*** Opening of Supplied records ***
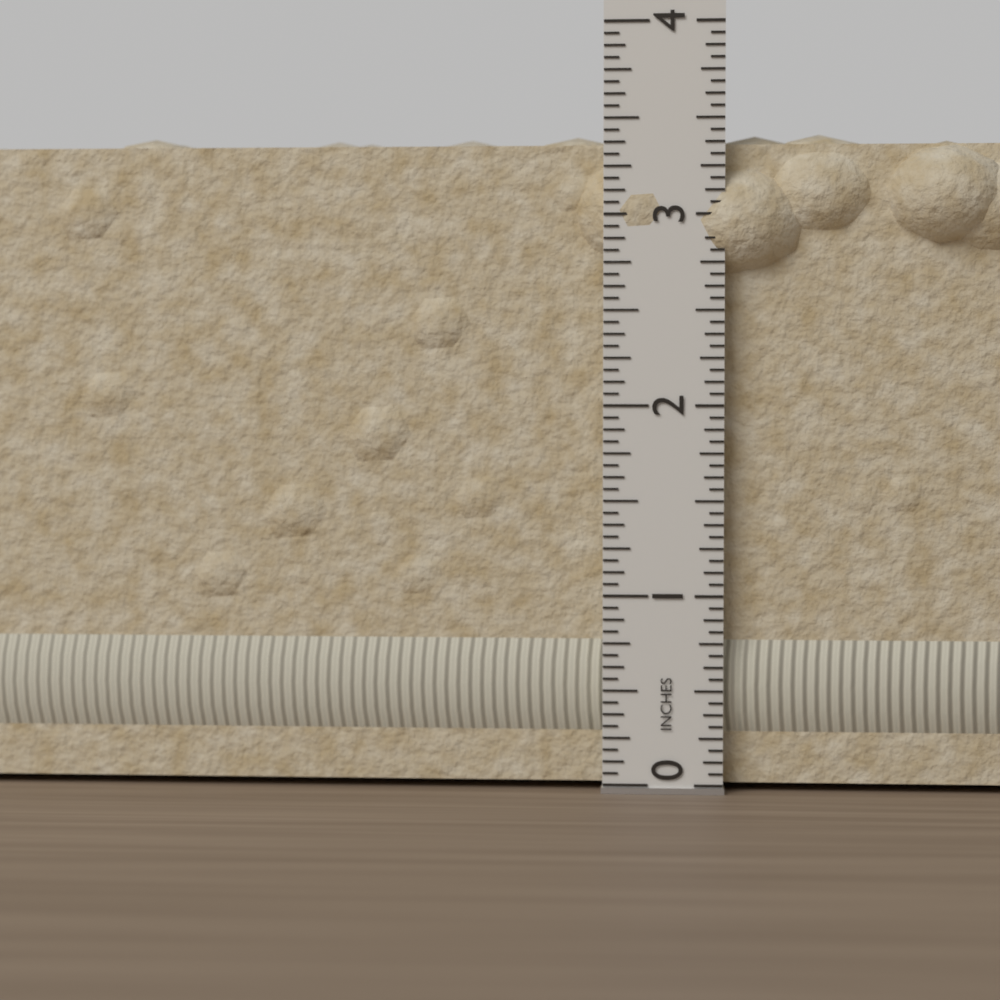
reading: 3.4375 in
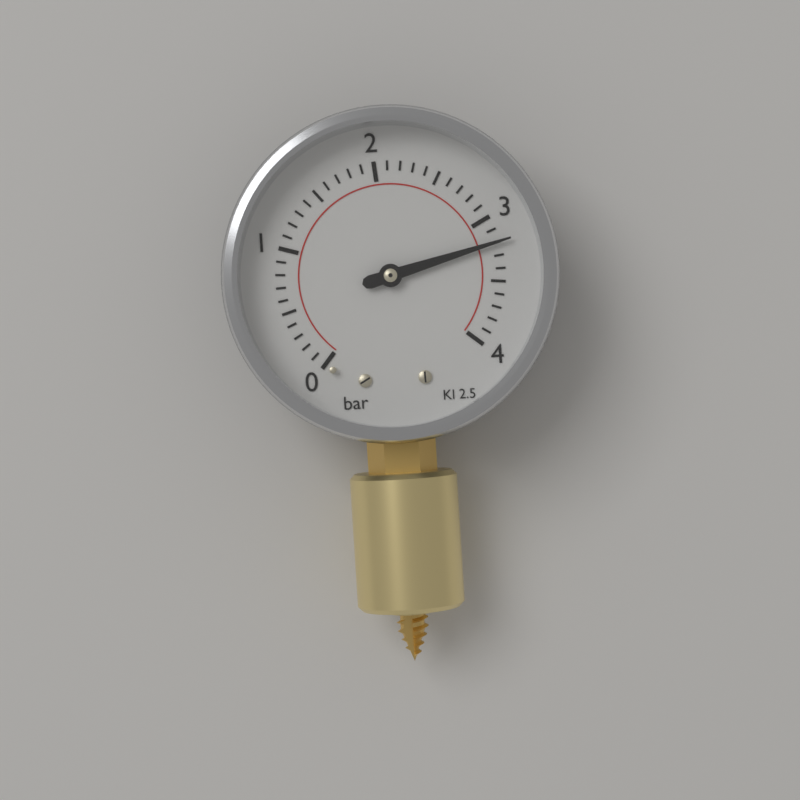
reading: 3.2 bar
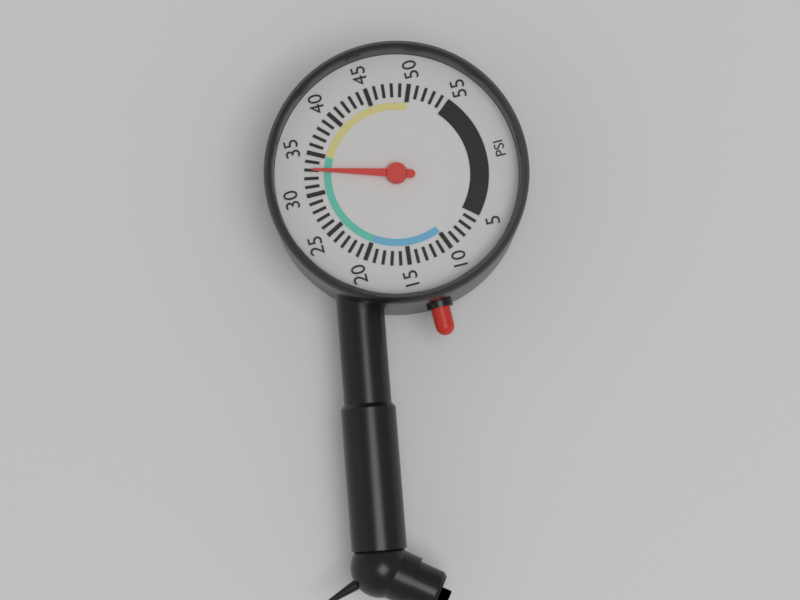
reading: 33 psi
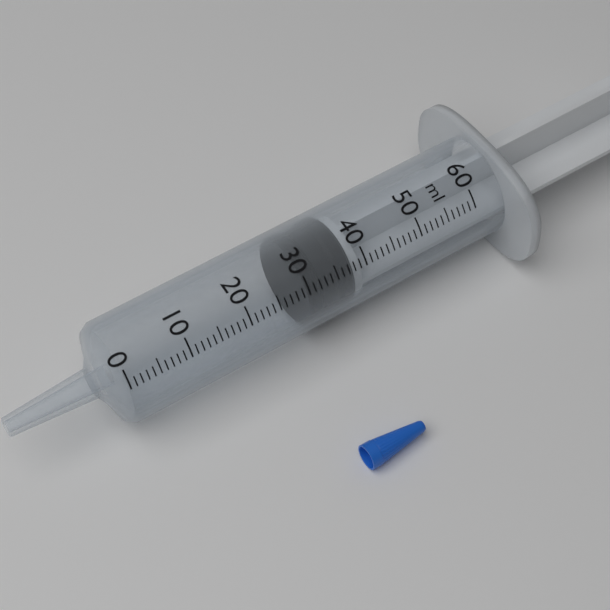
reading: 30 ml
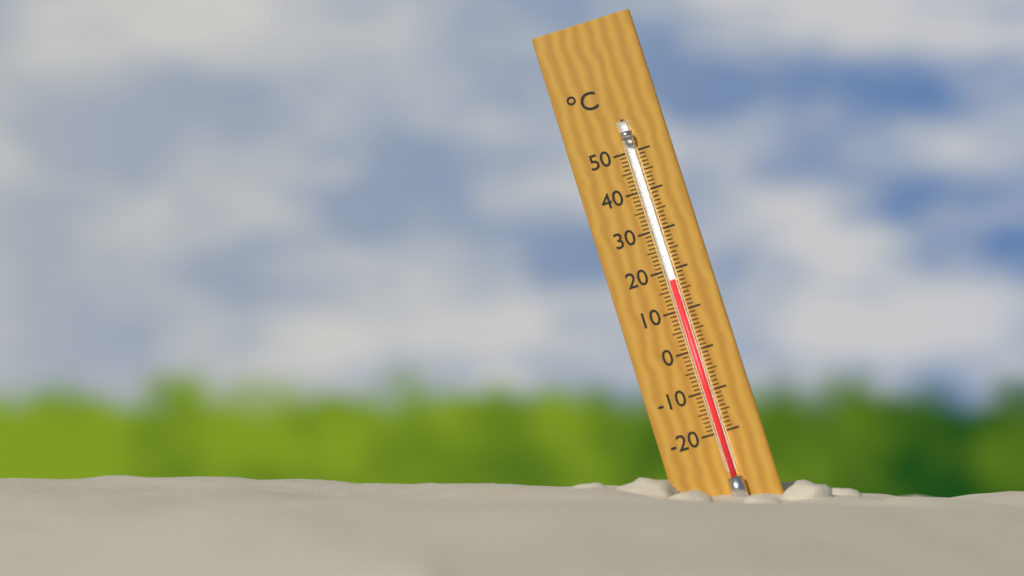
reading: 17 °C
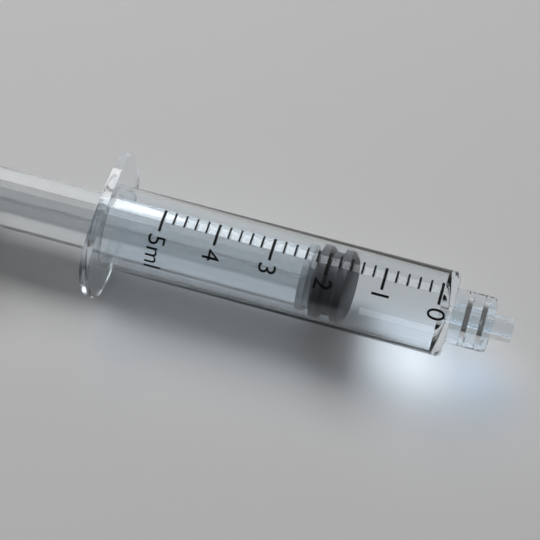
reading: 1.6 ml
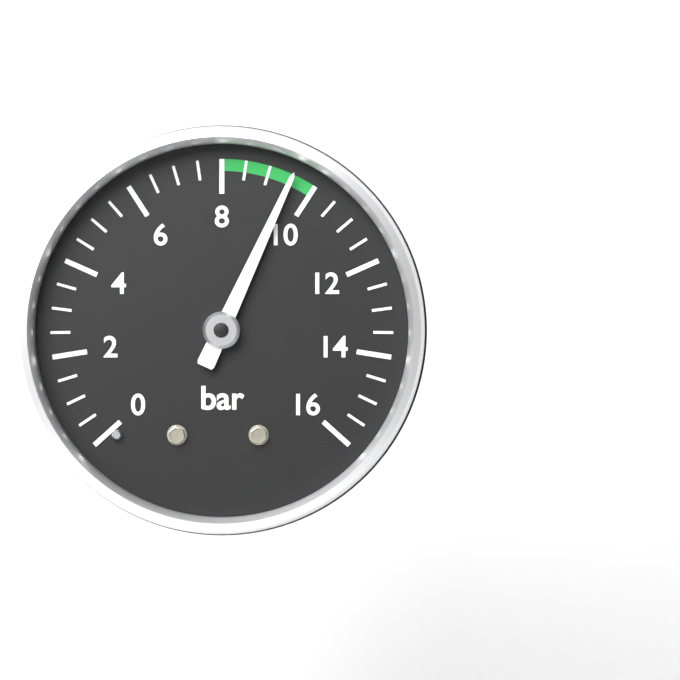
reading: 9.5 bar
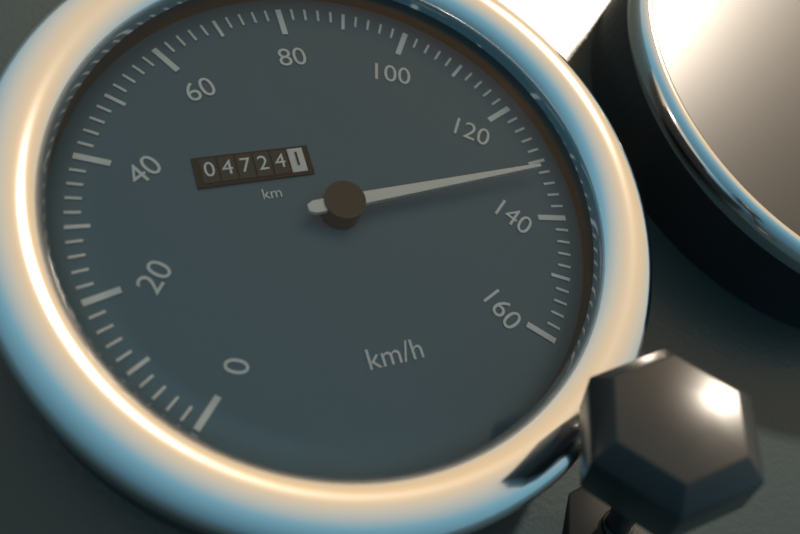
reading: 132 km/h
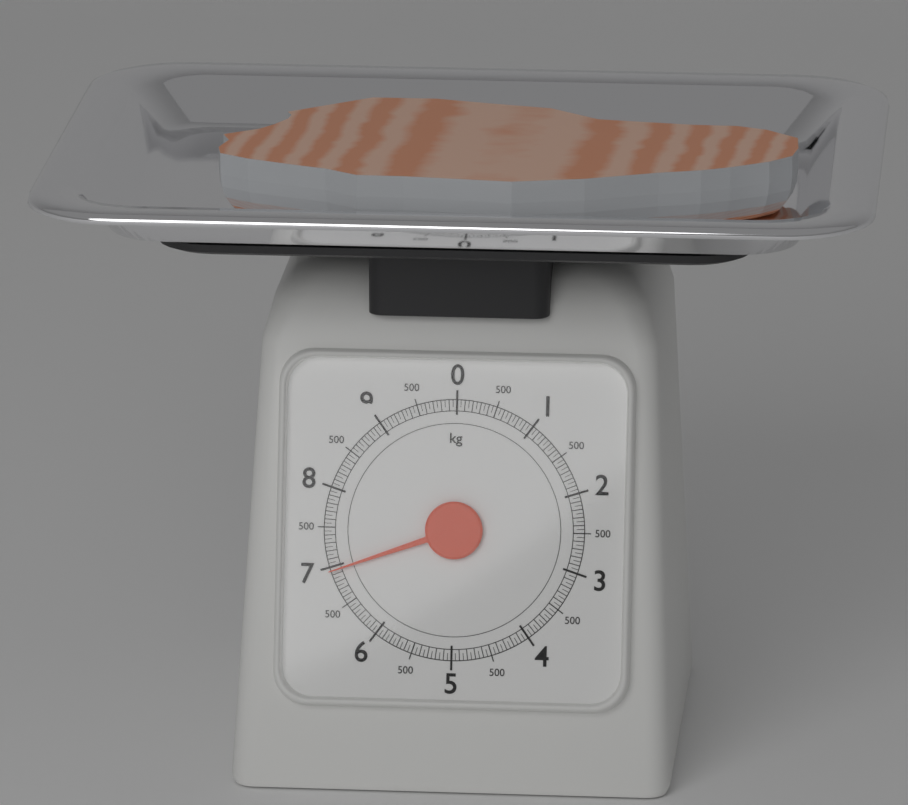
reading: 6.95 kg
*** Close of Supplied records ***
### What to produce
No images belong in the copy. Transcribe every record exactly.

### Answer box
reading: 3.4375 in
reading: 3.2 bar
reading: 33 psi
reading: 30 ml
reading: 17 °C
reading: 1.6 ml
reading: 9.5 bar
reading: 132 km/h
reading: 6.95 kg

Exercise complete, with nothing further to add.